LG Flex LX3 4K 42″ Bendable OLED 120Hz

A lot of games are 65, 85, 110 fps now at 4k. Maybe 80, 115, 125fps tweaked/dialed down from ultra to "VeryHigh+" custom.

I doubt you'd need raytracing to be 150fps average and less on the most demanding, long view distance + animated objects in the distance type games of now and whatever demands/graphics ceilings in the next few years of games.

So sure depending on the game and settings you'd get some benefit rather than being capped at ~ 117fps . . even at 144Hz or 165Hz capability . . if some of your games are in that range but you will likely still be a good stretch away from 200fps+ to 240fpsHz peaks.


I've heard the 200% performance increase claims before. It ended up being like 25 - 30 fps better at 4k in some games with the 3000 series' top cards vs 2080/2080ti.
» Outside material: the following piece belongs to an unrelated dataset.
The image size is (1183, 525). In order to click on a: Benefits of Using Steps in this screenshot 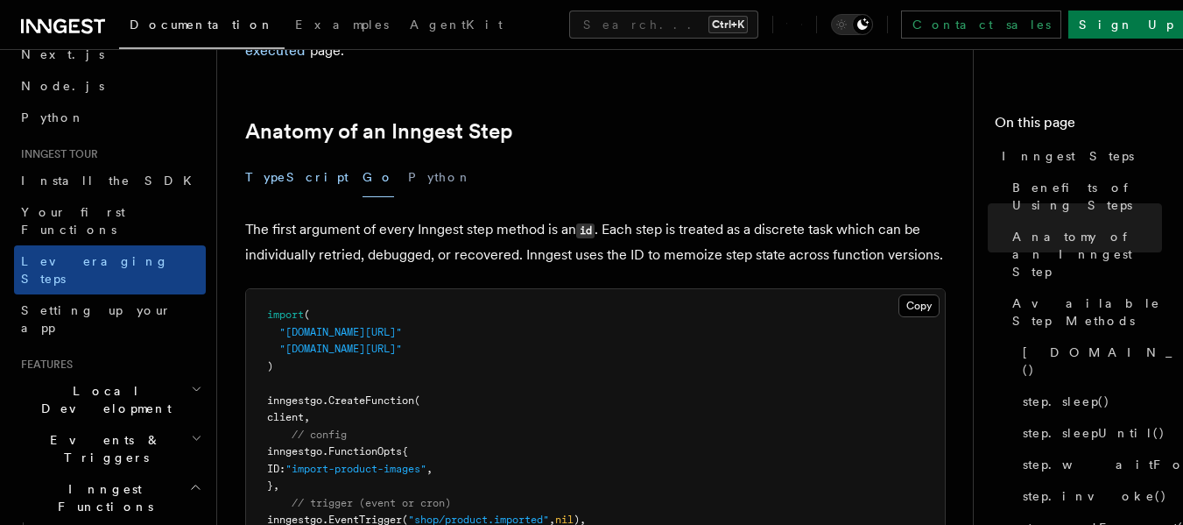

I'd expect around the same so in my example above using a conservative estimate of 25+ fps increase:

65, 85, 110, 115fps now on ultra ---> 90, 110, 135, 140 average or so.
80,115, 125, 130fps now (dialed setting down from ultra) ------> 105, 140, 150, 155 or so.

I'd say most of the better well performing games on that list were at:
100, 110 fps on ultra now ----> 125+, 135+ fps
115, 125 fps dialed down now ---> 140, 150 fps

The more demanding and yet good number of very popular games were at around:

60, 68, 80 on ultra now ---> 85, 93, 105+ fps
75, 83, 95 dialed down now --> 100, 108, 120fps average



If feeling generous, add +5 fps to those guestimates on the right side of the equation. And do you think you are getting a Ti version right out of the gate? The 3090 came out sept 2 years ago (if you could get one). The 3090ti came out almost 2 years after the 3090 ~ april 2022 (well, 1y 6mo.?) and relatively shortly before buzz of the next gen drop.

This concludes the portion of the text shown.